In a crisis situation like the one we are experiencing, one of the biggest challenges, encountered often in clinical practice, is the ethical challenge of attempting to reconcile individual needs and values of a patient with the need to allocate resources with the interests of the population instead (Abbot et al., Reference Abbott, Johnson and Wynia2020; Chapman et al., Reference Chapman, Russell and Philip2020). Some patient's choices may be limited, and the professional should explain the reasons for these limitations, reinforcing other viable options, using teamwork, drawing on creativity and competence. Domiciliary and home-based care should be favored in this context (Fadul et al., Reference Fadul, Elsayem and Bruera2020).
This daily and frequent exposure to death, in various circumstances, may contribute to, as health professionals, a greater awareness of our own mortality and self-care and burnout prevention is essential (Back et al., Reference Back, Tulsky and Arnold2020). For society in general, it can represent an alert to the need to enable a health care and social support system that better deals with those who are not cured, the elderly, those with chronic conditions as well as the need for a timely discussion of patient wishes and advanced care directives.

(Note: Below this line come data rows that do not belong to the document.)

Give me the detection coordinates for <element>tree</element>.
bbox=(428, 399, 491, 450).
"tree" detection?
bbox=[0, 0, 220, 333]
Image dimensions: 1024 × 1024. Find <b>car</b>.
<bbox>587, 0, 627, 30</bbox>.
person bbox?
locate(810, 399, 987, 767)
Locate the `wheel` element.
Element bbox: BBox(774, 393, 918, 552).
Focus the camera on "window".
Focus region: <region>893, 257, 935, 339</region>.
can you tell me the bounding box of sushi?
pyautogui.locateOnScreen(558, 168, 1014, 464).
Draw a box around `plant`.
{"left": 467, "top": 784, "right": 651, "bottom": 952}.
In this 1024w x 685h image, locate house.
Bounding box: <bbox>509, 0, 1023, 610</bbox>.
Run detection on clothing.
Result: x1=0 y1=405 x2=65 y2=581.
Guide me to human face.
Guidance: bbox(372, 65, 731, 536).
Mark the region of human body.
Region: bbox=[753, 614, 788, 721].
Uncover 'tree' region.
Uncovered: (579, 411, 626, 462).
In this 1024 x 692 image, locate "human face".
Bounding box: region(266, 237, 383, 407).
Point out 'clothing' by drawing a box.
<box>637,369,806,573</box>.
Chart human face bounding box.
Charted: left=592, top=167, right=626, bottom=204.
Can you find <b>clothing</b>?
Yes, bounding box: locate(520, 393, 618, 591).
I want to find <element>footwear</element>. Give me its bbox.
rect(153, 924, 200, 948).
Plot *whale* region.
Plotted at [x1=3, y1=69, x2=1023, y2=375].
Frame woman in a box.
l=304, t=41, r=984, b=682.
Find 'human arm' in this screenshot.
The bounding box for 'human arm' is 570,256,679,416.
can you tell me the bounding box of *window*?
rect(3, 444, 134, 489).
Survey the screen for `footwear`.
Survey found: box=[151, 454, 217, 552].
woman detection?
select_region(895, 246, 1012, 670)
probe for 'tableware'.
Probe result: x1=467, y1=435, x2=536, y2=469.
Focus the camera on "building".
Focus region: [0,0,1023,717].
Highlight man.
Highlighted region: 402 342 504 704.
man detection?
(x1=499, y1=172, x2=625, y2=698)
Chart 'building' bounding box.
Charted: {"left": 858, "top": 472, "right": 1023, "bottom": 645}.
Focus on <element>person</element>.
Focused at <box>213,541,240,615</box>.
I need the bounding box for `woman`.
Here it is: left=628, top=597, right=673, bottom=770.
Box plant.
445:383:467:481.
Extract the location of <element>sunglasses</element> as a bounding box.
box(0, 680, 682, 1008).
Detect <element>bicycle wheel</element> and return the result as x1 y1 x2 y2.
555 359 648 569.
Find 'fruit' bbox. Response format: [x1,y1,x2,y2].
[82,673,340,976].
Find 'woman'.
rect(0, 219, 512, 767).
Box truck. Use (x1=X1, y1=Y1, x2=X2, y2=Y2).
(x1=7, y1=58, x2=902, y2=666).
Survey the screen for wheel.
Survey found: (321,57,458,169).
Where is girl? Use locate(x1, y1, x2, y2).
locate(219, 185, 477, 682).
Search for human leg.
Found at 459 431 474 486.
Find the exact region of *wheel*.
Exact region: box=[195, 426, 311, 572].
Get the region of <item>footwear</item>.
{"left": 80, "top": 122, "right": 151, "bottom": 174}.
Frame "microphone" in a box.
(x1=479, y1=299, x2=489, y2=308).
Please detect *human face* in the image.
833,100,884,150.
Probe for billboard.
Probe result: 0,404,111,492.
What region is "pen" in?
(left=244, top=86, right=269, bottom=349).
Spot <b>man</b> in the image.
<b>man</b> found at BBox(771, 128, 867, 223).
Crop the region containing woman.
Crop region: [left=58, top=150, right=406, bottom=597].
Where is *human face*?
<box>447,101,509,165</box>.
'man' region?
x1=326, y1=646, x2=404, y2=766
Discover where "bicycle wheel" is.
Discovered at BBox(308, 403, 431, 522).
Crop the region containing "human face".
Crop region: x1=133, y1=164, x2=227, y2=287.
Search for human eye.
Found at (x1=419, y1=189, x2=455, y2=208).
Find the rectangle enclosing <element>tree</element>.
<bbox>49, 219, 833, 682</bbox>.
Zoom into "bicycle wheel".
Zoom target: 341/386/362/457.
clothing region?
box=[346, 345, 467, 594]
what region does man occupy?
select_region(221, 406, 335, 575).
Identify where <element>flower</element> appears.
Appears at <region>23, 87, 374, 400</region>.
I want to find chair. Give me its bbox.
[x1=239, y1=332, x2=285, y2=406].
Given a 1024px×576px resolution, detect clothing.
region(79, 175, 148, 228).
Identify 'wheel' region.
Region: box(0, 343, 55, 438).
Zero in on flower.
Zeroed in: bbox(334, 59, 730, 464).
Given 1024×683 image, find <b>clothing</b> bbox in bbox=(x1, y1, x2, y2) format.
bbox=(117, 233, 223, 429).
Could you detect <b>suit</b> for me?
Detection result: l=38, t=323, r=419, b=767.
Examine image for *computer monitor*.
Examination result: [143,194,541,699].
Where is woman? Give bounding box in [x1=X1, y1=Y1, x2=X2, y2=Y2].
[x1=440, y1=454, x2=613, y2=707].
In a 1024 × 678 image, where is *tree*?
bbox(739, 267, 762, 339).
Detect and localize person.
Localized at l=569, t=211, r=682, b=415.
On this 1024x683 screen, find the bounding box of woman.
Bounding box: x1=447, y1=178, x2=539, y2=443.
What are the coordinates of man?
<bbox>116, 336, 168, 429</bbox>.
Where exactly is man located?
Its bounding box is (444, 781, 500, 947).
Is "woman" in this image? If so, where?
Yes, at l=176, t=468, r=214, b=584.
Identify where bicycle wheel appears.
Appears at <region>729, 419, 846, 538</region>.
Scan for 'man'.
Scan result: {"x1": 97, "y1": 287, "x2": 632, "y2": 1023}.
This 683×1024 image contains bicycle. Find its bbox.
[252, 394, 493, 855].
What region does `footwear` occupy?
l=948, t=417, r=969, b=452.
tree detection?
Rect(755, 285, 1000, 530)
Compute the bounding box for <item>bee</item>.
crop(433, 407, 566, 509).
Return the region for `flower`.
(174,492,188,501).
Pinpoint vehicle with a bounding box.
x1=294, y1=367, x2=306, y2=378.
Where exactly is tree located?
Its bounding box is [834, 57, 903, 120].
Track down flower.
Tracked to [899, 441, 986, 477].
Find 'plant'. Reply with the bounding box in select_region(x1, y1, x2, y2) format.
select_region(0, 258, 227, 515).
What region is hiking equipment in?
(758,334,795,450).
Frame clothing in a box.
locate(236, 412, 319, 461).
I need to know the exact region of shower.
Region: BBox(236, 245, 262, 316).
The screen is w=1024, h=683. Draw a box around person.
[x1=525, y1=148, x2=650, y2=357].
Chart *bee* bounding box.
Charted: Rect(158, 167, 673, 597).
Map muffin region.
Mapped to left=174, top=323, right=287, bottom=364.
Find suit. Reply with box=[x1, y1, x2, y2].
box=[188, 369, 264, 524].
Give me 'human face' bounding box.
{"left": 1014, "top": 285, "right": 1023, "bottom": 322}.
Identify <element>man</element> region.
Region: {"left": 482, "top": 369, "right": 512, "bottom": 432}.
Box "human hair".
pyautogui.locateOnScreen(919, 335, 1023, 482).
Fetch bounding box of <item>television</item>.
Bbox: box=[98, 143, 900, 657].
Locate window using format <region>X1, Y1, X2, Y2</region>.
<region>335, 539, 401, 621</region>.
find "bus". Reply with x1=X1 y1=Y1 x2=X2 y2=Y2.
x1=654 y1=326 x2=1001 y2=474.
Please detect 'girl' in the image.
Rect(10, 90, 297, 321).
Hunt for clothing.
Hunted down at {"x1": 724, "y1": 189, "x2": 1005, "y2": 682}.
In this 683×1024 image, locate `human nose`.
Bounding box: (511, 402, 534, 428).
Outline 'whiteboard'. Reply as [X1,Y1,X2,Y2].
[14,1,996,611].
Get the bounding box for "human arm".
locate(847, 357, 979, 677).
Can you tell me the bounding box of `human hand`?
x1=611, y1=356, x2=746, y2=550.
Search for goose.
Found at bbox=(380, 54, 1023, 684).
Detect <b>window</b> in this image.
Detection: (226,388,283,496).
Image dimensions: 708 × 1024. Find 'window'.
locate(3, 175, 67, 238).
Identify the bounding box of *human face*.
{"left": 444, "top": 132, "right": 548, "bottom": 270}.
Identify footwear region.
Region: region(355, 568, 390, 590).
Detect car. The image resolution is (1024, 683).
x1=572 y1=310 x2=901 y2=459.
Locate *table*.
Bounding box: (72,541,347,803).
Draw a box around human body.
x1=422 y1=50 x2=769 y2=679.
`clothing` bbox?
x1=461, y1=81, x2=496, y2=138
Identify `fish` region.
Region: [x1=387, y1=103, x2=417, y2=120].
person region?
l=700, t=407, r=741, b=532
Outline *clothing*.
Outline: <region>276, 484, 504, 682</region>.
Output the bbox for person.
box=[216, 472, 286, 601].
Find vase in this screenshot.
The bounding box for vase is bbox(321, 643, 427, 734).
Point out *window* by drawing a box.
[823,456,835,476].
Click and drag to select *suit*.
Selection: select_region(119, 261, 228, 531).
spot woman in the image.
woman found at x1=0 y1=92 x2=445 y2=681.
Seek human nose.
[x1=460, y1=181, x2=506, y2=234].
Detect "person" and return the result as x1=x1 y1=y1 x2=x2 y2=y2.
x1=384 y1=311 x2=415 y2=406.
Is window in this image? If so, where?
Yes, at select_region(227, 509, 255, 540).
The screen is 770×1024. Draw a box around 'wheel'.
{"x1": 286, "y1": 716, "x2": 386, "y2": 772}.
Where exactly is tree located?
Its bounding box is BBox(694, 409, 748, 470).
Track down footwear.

“The recognition that palliative care is an important, equal, and in some situations, favourable alternative to resource-intensive care when resources are scarce” is paramount and rings true in this pandemic situation (Chapman et al., Reference Chapman, Russell and Philip2020). We are undoubtedly experiencing a complex phase, of enormous demand — for patients, family members, and health professionals alike — and of enormous potential for transformation (Breitbart, Reference Breitbart2020). PC is expected to be up to the task, accessible to anyone in any context, so as not to leave anyone behind, let alone the most vulnerable and those who are suffering. This is our challenge and our commitment.
Acknowledgement
We thank Dr.ª Rita Vieira Alves for the review of the translation.
Conflict of interest
No competing financial interests exist for the author; no conflicts of interest.